To conclude, it was a robust conference with limited “selling” and a lot of practical feedback to reflect upon. And until the next one, we ought to ask ourselves:

  • Has PLM evolved (and how has it done so) over the past 4-5 years?
  • During that time frame, how has MBSE evolved? Is it mature enough to go beyond requirements management and into the world of architecture models?
  • Similarly, what has digitalization brought to both PLM and MDSE, and vice versa? 
  • How is digitalization likely to continue to evolve in the coming years?
  • What is happening in other industries? Is the thinking different based on the industry’s digital maturity?
  • What industry lessons learned can be shared and implemented to avoid getting lost in digital transformation?
  • Would there be transferable learning, standards, methods, and so on, from one industry to another? 
  • What about the PLM professional in all of this? Are there changing skills, business vs technical perspectives, and adaptation to changing working practices and behaviors?
Written by

Lionel Grealou

Lionel Grealou, a.k.a.
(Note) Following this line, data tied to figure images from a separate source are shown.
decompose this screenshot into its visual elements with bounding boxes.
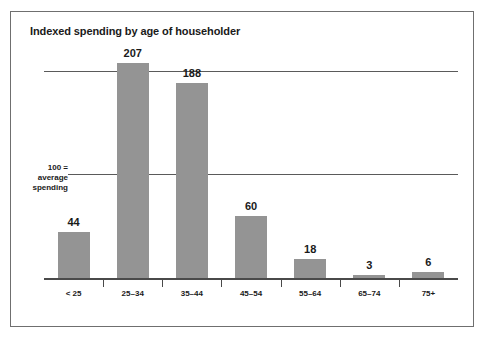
x-axis-label: 25–34: [103, 289, 163, 298]
bar-value-label: 18: [280, 243, 340, 255]
x-axis-tick: [399, 280, 400, 287]
bar-value-label: 3: [339, 259, 399, 271]
bar-value-label: 188: [162, 67, 222, 79]
bar-value-label: 60: [221, 200, 281, 212]
chart-figure: Indexed spending by age of householder 4…: [0, 0, 488, 340]
bar-value-label: 44: [44, 216, 104, 228]
bar-55-64: [294, 259, 326, 278]
x-axis-tick: [103, 280, 104, 287]
x-axis-tick: [281, 280, 282, 287]
x-axis-label: 55–64: [280, 289, 340, 298]
bar-value-label: 207: [103, 47, 163, 59]
baseline-annotation-line-3: spending: [18, 183, 68, 193]
plot-area: 44207188601836: [44, 55, 458, 278]
x-axis-tick: [340, 280, 341, 287]
x-axis-label: 75+: [398, 289, 458, 298]
bar-value-label: 6: [398, 256, 458, 268]
bar-25-34: [117, 63, 149, 278]
x-axis-label: 35–44: [162, 289, 222, 298]
x-axis-label: 65–74: [339, 289, 399, 298]
x-axis-tick: [221, 280, 222, 287]
x-axis-line: [44, 278, 458, 280]
x-axis-label: 45–54: [221, 289, 281, 298]
chart-title: Indexed spending by age of householder: [30, 25, 240, 37]
baseline-annotation-line-1: 100 =: [18, 163, 68, 173]
baseline-annotation-line-2: average: [18, 173, 68, 183]
bar--25: [58, 232, 90, 278]
x-axis-label: < 25: [44, 289, 104, 298]
bar-35-44: [176, 83, 208, 278]
gridline-200: [44, 71, 458, 72]
bar-45-54: [235, 216, 267, 278]
x-axis-tick: [162, 280, 163, 287]
baseline-annotation: 100 = average spending: [18, 163, 68, 193]
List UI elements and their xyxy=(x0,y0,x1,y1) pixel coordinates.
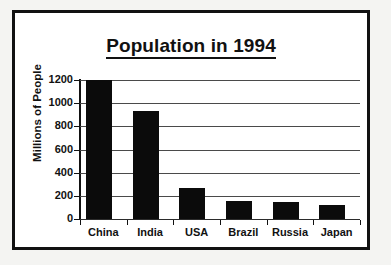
y-axis-tick-label: 400 xyxy=(33,167,73,178)
y-axis-tick-label: 0 xyxy=(33,213,73,224)
x-axis-tick-label: USA xyxy=(173,226,220,238)
y-axis-tick-labels: 120010008006004002000 xyxy=(25,13,73,253)
chart-frame: Population in 1994 Millions of People 12… xyxy=(12,10,370,250)
y-axis-tick xyxy=(74,219,79,220)
chart-title-text: Population in 1994 xyxy=(106,35,276,59)
x-axis-tick xyxy=(313,220,314,225)
x-axis-tick-label: Russia xyxy=(267,226,314,238)
y-axis-tick-label: 1200 xyxy=(33,74,73,85)
y-axis-tick xyxy=(74,80,79,81)
x-axis-tick xyxy=(127,220,128,225)
x-axis-tick-label: Brazil xyxy=(220,226,267,238)
x-axis-tick-label: India xyxy=(127,226,174,238)
x-axis-tick-label: China xyxy=(80,226,127,238)
x-axis-tick xyxy=(173,220,174,225)
y-axis-tick xyxy=(74,173,79,174)
x-axis-tick xyxy=(80,220,81,225)
y-axis-tick-label: 600 xyxy=(33,144,73,155)
y-axis-tick xyxy=(74,126,79,127)
bar xyxy=(319,205,345,219)
bar xyxy=(86,80,112,219)
y-axis-tick xyxy=(74,150,79,151)
bar xyxy=(226,201,252,219)
y-axis-tick xyxy=(74,196,79,197)
x-axis-tick xyxy=(267,220,268,225)
gridline xyxy=(80,80,360,81)
gridline xyxy=(80,173,360,174)
chart-figure: Population in 1994 Millions of People 12… xyxy=(0,0,391,265)
bar xyxy=(273,202,299,219)
x-axis-tick-label: Japan xyxy=(313,226,360,238)
x-axis-tick xyxy=(220,220,221,225)
gridline xyxy=(80,196,360,197)
x-axis-end-tick xyxy=(360,220,361,225)
y-axis-tick-label: 1000 xyxy=(33,97,73,108)
gridline xyxy=(80,103,360,104)
y-axis-tick-label: 200 xyxy=(33,190,73,201)
y-axis-tick-label: 800 xyxy=(33,120,73,131)
y-axis-tick xyxy=(74,103,79,104)
bar xyxy=(179,188,205,219)
plot-area xyxy=(80,80,360,219)
gridline xyxy=(80,150,360,151)
gridline xyxy=(80,126,360,127)
bar xyxy=(133,111,159,219)
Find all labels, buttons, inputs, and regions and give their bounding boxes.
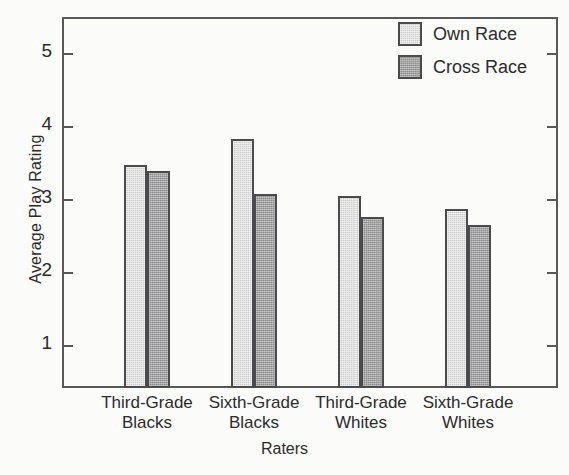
x-axis-category-line-1: Third-Grade [315, 393, 407, 412]
x-axis-category-label: Sixth-GradeWhites [400, 393, 536, 433]
y-axis-tick-mark [62, 345, 73, 347]
y-axis-tick-mark-right [547, 199, 558, 201]
y-axis-tick-mark [62, 199, 73, 201]
x-axis-category-line-1: Sixth-Grade [423, 393, 514, 412]
legend-swatch-own-race [398, 22, 422, 46]
y-axis-tick-label: 2 [12, 259, 52, 281]
bar-own-race [231, 139, 254, 388]
bar-own-race [124, 165, 147, 388]
bar-cross-race [147, 171, 170, 388]
y-axis-tick-mark [62, 272, 73, 274]
y-axis-tick-mark-right [547, 272, 558, 274]
y-axis-tick-label: 5 [12, 40, 52, 62]
legend-item: Own Race [398, 22, 527, 46]
y-axis-tick-mark-right [547, 345, 558, 347]
x-axis-category-line-2: Whites [400, 413, 536, 433]
bar-cross-race [361, 217, 384, 388]
bar-own-race [338, 196, 361, 388]
legend-label: Own Race [433, 24, 517, 45]
bar-chart-figure: Average Play Rating 12345 Own RaceCross … [0, 0, 569, 475]
bar-cross-race [254, 194, 277, 388]
y-axis-tick-mark-right [547, 53, 558, 55]
y-axis-tick-label: 3 [12, 186, 52, 208]
chart-legend: Own RaceCross Race [398, 22, 527, 88]
y-axis-tick-label: 4 [12, 113, 52, 135]
x-axis-category-line-1: Third-Grade [101, 393, 193, 412]
x-axis-title: Raters [0, 440, 569, 458]
legend-label: Cross Race [433, 57, 527, 78]
legend-swatch-cross-race [398, 55, 422, 79]
y-axis-tick-mark [62, 126, 73, 128]
bar-cross-race [468, 225, 491, 388]
y-axis-tick-mark-right [547, 126, 558, 128]
y-axis-tick-mark [62, 53, 73, 55]
bar-own-race [445, 209, 468, 388]
y-axis-tick-label: 1 [12, 332, 52, 354]
x-axis-category-line-1: Sixth-Grade [209, 393, 300, 412]
legend-item: Cross Race [398, 55, 527, 79]
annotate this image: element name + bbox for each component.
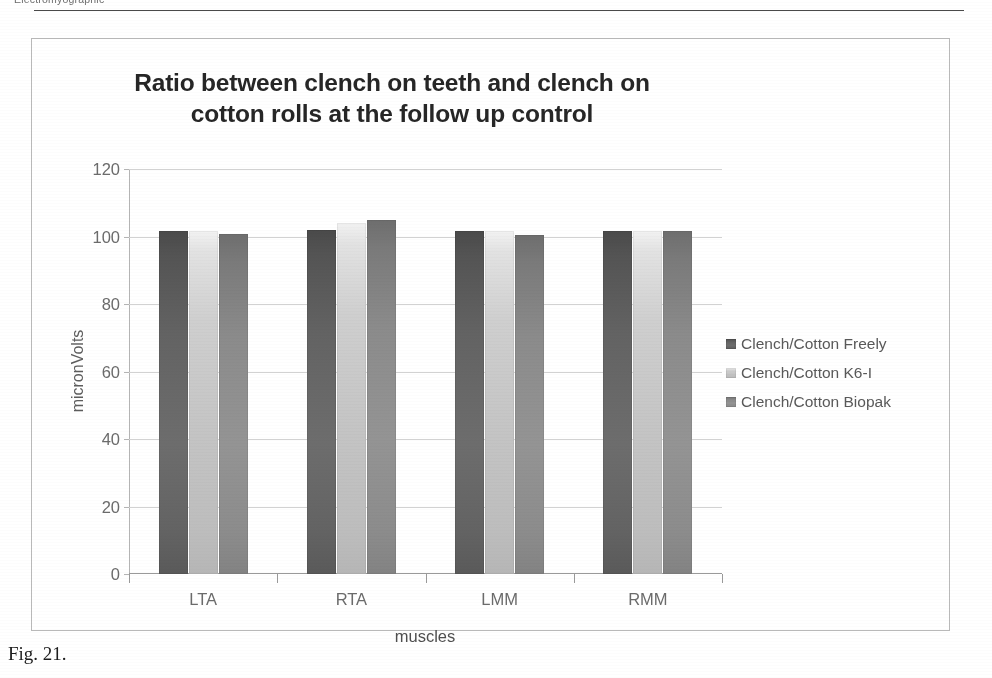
bar[interactable] xyxy=(455,231,484,574)
y-tick-label: 80 xyxy=(102,295,120,314)
y-tick-mark xyxy=(124,304,129,305)
running-header: Electromyographic xyxy=(14,0,104,5)
bar-group-lta xyxy=(159,169,248,574)
y-tick-label: 120 xyxy=(92,160,120,179)
legend-item[interactable]: Clench/Cotton Biopak xyxy=(726,393,941,411)
y-tick-mark xyxy=(124,507,129,508)
y-tick-label: 100 xyxy=(92,227,120,246)
chart-title: Ratio between clench on teeth and clench… xyxy=(92,67,692,130)
header-rule xyxy=(34,10,964,11)
bar[interactable] xyxy=(337,223,366,574)
bar-group-lmm xyxy=(455,169,544,574)
y-tick-mark xyxy=(124,169,129,170)
y-axis-title: micronVolts xyxy=(69,330,87,413)
bar[interactable] xyxy=(307,230,336,574)
bar[interactable] xyxy=(515,235,544,574)
chart-legend: Clench/Cotton FreelyClench/Cotton K6-ICl… xyxy=(726,335,941,422)
legend-swatch-icon xyxy=(726,397,736,407)
legend-item[interactable]: Clench/Cotton K6-I xyxy=(726,364,941,382)
bar[interactable] xyxy=(633,231,662,574)
x-axis-title: muscles xyxy=(395,627,456,646)
y-tick-mark xyxy=(124,439,129,440)
chart-title-line-2: cotton rolls at the follow up control xyxy=(92,98,692,129)
legend-swatch-icon xyxy=(726,368,736,378)
x-tick-mark xyxy=(129,574,130,583)
y-tick-label: 0 xyxy=(111,565,120,584)
x-tick-mark xyxy=(574,574,575,583)
x-category-label-lta: LTA xyxy=(189,590,217,609)
scanned-page: Electromyographic Ratio between clench o… xyxy=(0,0,992,678)
bar-group-rta xyxy=(307,169,396,574)
legend-label: Clench/Cotton Biopak xyxy=(741,393,891,411)
y-tick-label: 20 xyxy=(102,497,120,516)
x-category-label-lmm: LMM xyxy=(481,590,518,609)
figure-frame: Ratio between clench on teeth and clench… xyxy=(31,38,950,631)
bar[interactable] xyxy=(485,231,514,574)
bar[interactable] xyxy=(219,234,248,574)
y-tick-mark xyxy=(124,372,129,373)
legend-label: Clench/Cotton K6-I xyxy=(741,364,872,382)
y-tick-label: 60 xyxy=(102,362,120,381)
bar[interactable] xyxy=(663,231,692,574)
chart-title-line-1: Ratio between clench on teeth and clench… xyxy=(92,67,692,98)
x-tick-mark xyxy=(277,574,278,583)
x-tick-mark xyxy=(722,574,723,583)
bar-group-rmm xyxy=(603,169,692,574)
y-tick-mark xyxy=(124,237,129,238)
bar[interactable] xyxy=(603,231,632,574)
legend-item[interactable]: Clench/Cotton Freely xyxy=(726,335,941,353)
bar[interactable] xyxy=(159,231,188,574)
figure-caption: Fig. 21. xyxy=(8,643,67,665)
x-category-label-rmm: RMM xyxy=(628,590,667,609)
y-tick-label: 40 xyxy=(102,430,120,449)
plot-area: 020406080100120 LTARTALMMRMM xyxy=(129,169,722,574)
x-category-label-rta: RTA xyxy=(336,590,367,609)
bar[interactable] xyxy=(367,220,396,574)
bar[interactable] xyxy=(189,231,218,574)
legend-label: Clench/Cotton Freely xyxy=(741,335,887,353)
x-tick-mark xyxy=(426,574,427,583)
legend-swatch-icon xyxy=(726,339,736,349)
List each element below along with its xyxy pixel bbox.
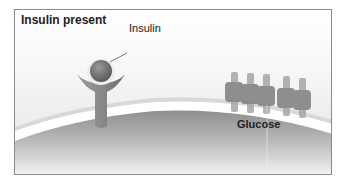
diagram-frame: Insulin present Insulin Glucose [14, 9, 332, 175]
insulin-label: Insulin [129, 22, 161, 34]
glucose-label: Glucose [237, 118, 280, 130]
diagram-title: Insulin present [21, 13, 106, 27]
cell-illustration [15, 10, 332, 175]
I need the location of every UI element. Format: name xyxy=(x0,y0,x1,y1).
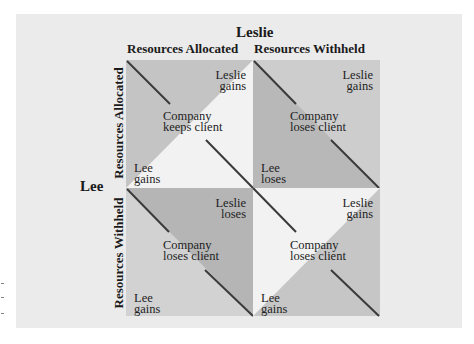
lee-outcome-label: Lee loses xyxy=(261,163,286,185)
margin-mark xyxy=(1,297,4,298)
leslie-outcome-label: Leslie loses xyxy=(206,198,246,220)
lee-result: gains xyxy=(134,304,160,315)
lee-outcome-label: Lee gains xyxy=(134,293,160,315)
company-outcome-label: Company loses client xyxy=(163,240,219,262)
leslie-outcome-label: Leslie gains xyxy=(333,198,373,220)
outcome-line-2: loses client xyxy=(290,122,346,133)
lee-result: loses xyxy=(261,174,286,185)
leslie-result: gains xyxy=(333,209,373,220)
leslie-outcome-label: Leslie gains xyxy=(333,70,373,92)
leslie-result: loses xyxy=(206,209,246,220)
lee-result: gains xyxy=(261,304,287,315)
company-outcome-label: Company keeps client xyxy=(163,111,222,133)
leslie-result: gains xyxy=(206,81,246,92)
outcome-line-2: loses client xyxy=(290,251,346,262)
leslie-outcome-label: Leslie gains xyxy=(206,70,246,92)
margin-mark xyxy=(1,283,4,284)
company-outcome-label: Company loses client xyxy=(290,111,346,133)
payoff-matrix xyxy=(0,0,474,344)
margin-mark xyxy=(1,313,4,314)
company-outcome-label: Company loses client xyxy=(290,240,346,262)
lee-result: gains xyxy=(134,174,160,185)
outcome-line-2: keeps client xyxy=(163,122,222,133)
lee-outcome-label: Lee gains xyxy=(134,163,160,185)
leslie-result: gains xyxy=(333,81,373,92)
lee-outcome-label: Lee gains xyxy=(261,293,287,315)
outcome-line-2: loses client xyxy=(163,251,219,262)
Lio, helps original equipment manufacturers transform, develop, and implement their digital transformation strategies—driving organizational change, data continuity and process improvement, managing the lifecycle of things across enterprise platforms, from PDM to PLM, ERP, MES, PIM, CRM, or BIM. Beyond consulting roles, Lio held leadership positions across industries, with both established OEMs and start-ups, covering the extended innovation lifecycle scope, from research and development, to engineering, discrete and process manufacturing, procurement, finance, supply chain, operations, program management, quality, compliance, marketing, etc.

Lio is an author of the virtual+digital blog (www.virtual-digital.com), sharing insights about the lifecycle of things and all things digital since 2015.